Snorri charged again, soaked with his own blood, and the unborn caught him about the waist, raising him off the ground, talons sinking deep.
“Die, you bastard!” A howl as his eyes darkened. And with the last of his strength Snorri ver Snagason swung his father’s axe, hauling the heavy weapon through the air in a sideways swing, turning in the unborn’s grip, driving its talons deeper still but adding momentum to his blow. The blade cut through lantern light, trailing streaks of darkness. It sheared into the unborn’s head, splitting that unholy skull, and with a roar Snorri yanked the axe clear, splattering grey filth as he cracked the monster wide.

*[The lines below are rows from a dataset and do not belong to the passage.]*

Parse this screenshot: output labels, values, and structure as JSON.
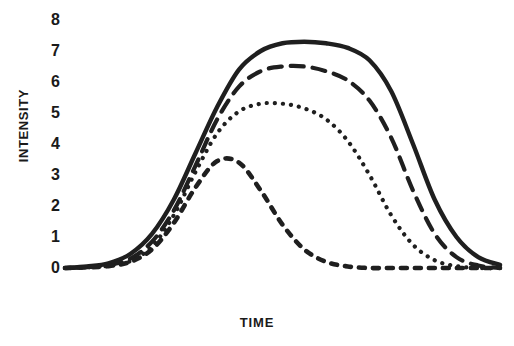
{
  "chart_data": {
    "type": "line",
    "title": "",
    "xlabel": "TIME",
    "ylabel": "INTENSITY",
    "ylim": [
      0,
      8
    ],
    "yticks": [
      8,
      7,
      6,
      5,
      4,
      3,
      2,
      1,
      0
    ],
    "ytick_labels": [
      "8",
      "7",
      "6",
      "5",
      "4",
      "3",
      "2",
      "1",
      "0"
    ],
    "xticks": [],
    "xtick_labels": [],
    "grid": false,
    "legend": null,
    "axis_color": "#1a1a1a",
    "line_color": "#1f1f1f",
    "x": [
      0,
      5,
      10,
      15,
      20,
      25,
      30,
      35,
      40,
      45,
      50,
      55,
      60,
      65,
      70,
      75,
      80,
      85,
      90,
      95,
      100
    ],
    "series": [
      {
        "name": "curve-1",
        "style": "solid",
        "peak": 7.3,
        "values": [
          0.0,
          0.05,
          0.15,
          0.45,
          1.1,
          2.2,
          3.7,
          5.2,
          6.4,
          7.0,
          7.25,
          7.3,
          7.25,
          7.1,
          6.7,
          5.7,
          4.0,
          2.2,
          1.0,
          0.35,
          0.1
        ]
      },
      {
        "name": "curve-2",
        "style": "dashed",
        "peak": 6.5,
        "values": [
          0.0,
          0.03,
          0.1,
          0.3,
          0.85,
          1.85,
          3.3,
          4.8,
          5.85,
          6.35,
          6.5,
          6.5,
          6.35,
          6.05,
          5.4,
          4.2,
          2.5,
          1.1,
          0.35,
          0.08,
          0.0
        ]
      },
      {
        "name": "curve-3",
        "style": "dotted",
        "peak": 5.3,
        "values": [
          0.0,
          0.02,
          0.07,
          0.22,
          0.7,
          1.7,
          3.1,
          4.35,
          5.05,
          5.3,
          5.3,
          5.15,
          4.8,
          4.1,
          3.0,
          1.7,
          0.75,
          0.25,
          0.06,
          0.0,
          0.0
        ]
      },
      {
        "name": "curve-4",
        "style": "short-dashed",
        "peak": 3.5,
        "values": [
          0.0,
          0.02,
          0.06,
          0.2,
          0.6,
          1.45,
          2.6,
          3.45,
          3.4,
          2.5,
          1.4,
          0.6,
          0.2,
          0.05,
          0.0,
          0.0,
          0.0,
          0.0,
          0.0,
          0.0,
          0.0
        ]
      }
    ]
  }
}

The unborn’s convulsions threw us both clear, scattering grain, salt, pieces of torn sack while it thrashed and diminished. I lay with blood pouring in a river from the dark hole the creature had put through me. Snorri found his feet again, though barely, swaying as he dragged his axe back towards the foe.
By the time the Norseman made it across the room, all that remained amidst a welter of old bones and shed skin, curled and blackened, was a small red thing. It looked almost like a baby. And, falling to his knees before it, Snorri bent double and wept as though his heart had broken.
THIRTY
“We’re fucked up.” I raised my hand to wipe the blood from my mouth. The arm felt like someone else’s, almost too heavy to move. Too much blood to wipe. I must have bitten my tongue.
“We are.” Snorri lay back, the sacks around him stained crimson. His leg looked uncomfortable, folded awkwardly beneath him, but if it bothered him he lacked the strength to move it. It bothered me, seeing him like that, without fight in him. Snorri never gave up. He never would, not with his wife and child so close. I looked at him again, sprawled, bleeding, defeated. And then I knew.
“Tell me.” I lay on sacks every bit as bloody as those beneath him. We would both bleed to death soon enough. I wanted to know if this had ever been a rescue mission—if his wife and child could ever have been saved. “Tell it all.”
Snorri spat blood and opened his hand to let his axe drop. “The Broke-Oar told me, back in the hall, he would have told me back when he had me captive. He told me not to ask, that day when they caught me—and he scared me out of it . . . I hadn’t the courage to ask. He said I shouldn’t ask or he would tell. And I didn’t, and he kept his silence.” Snorri drew a great slow breath. His cheekbone had been shattered; pieces of bone showed through the skin. “But in the hall with Aslaug filling me and his eyes put out, I asked him again . . . and this time he answered.” Snorri drew a shuddering breath and my face grew numb, my cheekbones tingling, eyes hot and full. “Egil and the other children they gave to the necromancers. The lives of children can be fed to unborn and to the lichkin—horrors just as bad.” Another breath, hitched in. “The women were killed and their corpses raised, then used to mine the ice. Only Freja and a handful of others were spared.”
“Why?” Maybe I didn’t want to know after all. My life was pooling crimson on the floor around me. Bright memories called to me, lazy days, sweet moments. Better to spend what time remained with them instead. But Snorri needed to tell me, and I needed to let him.
Dying wasn’t as bad as I had imagined. I’d spent so long afraid, endured so many deaths in my imagination, but here I lay, close to the end, almost at peace. It hurt, yes, but I had a friend close by and a certain calmness enfolded me. “Why?” I asked it again.
“I didn’t tell you.” Snorri gasped at some sudden pain. “I couldn’t. It wasn’t a lie. I just couldn’t say the words . . . too big . . . if you—”
“I understand.” And I did. Some truths you can’t speak. Some truths come barbed; each word would tear you inside out if you forced them from your lips.
“She— Freja, my wife.” A breath hitched in. “Freja was pregnant. She carried our child. That’s why they kept her. To make unborn. She died when they cut the baby from her belly.” A breath burst from him in a crimson spray, hurt escaping in the short wet gasps we men make to keep from crying like children.
“Pregnant?” All this time and he hadn’t spoken of it. Our long journey a hopeless race against that baby’s fate. A tear rolled down my cheek, hot and slow, cooling as it met the frigid air.
“I just killed my son.” Snorri closed his eyes.
I rolled my head and saw once more the foetus curled amidst the ruin of the body the unborn had built—the core of it, the potential, misused and ill-spent by some horror that had never lived.
“Your son . . .” I didn’t ask how he could know. Perhaps that bond between them had let the unborn know his mind, had led it to wait for us in this room. I didn’t ask anything—I hadn’t the words. Instead I spoke the smallest one—the one I should have used more in my short and foolish life.
“Sorry.”
We lay a long moment without speaking. Life leaked away from me, drop by drop. I felt I should miss it more.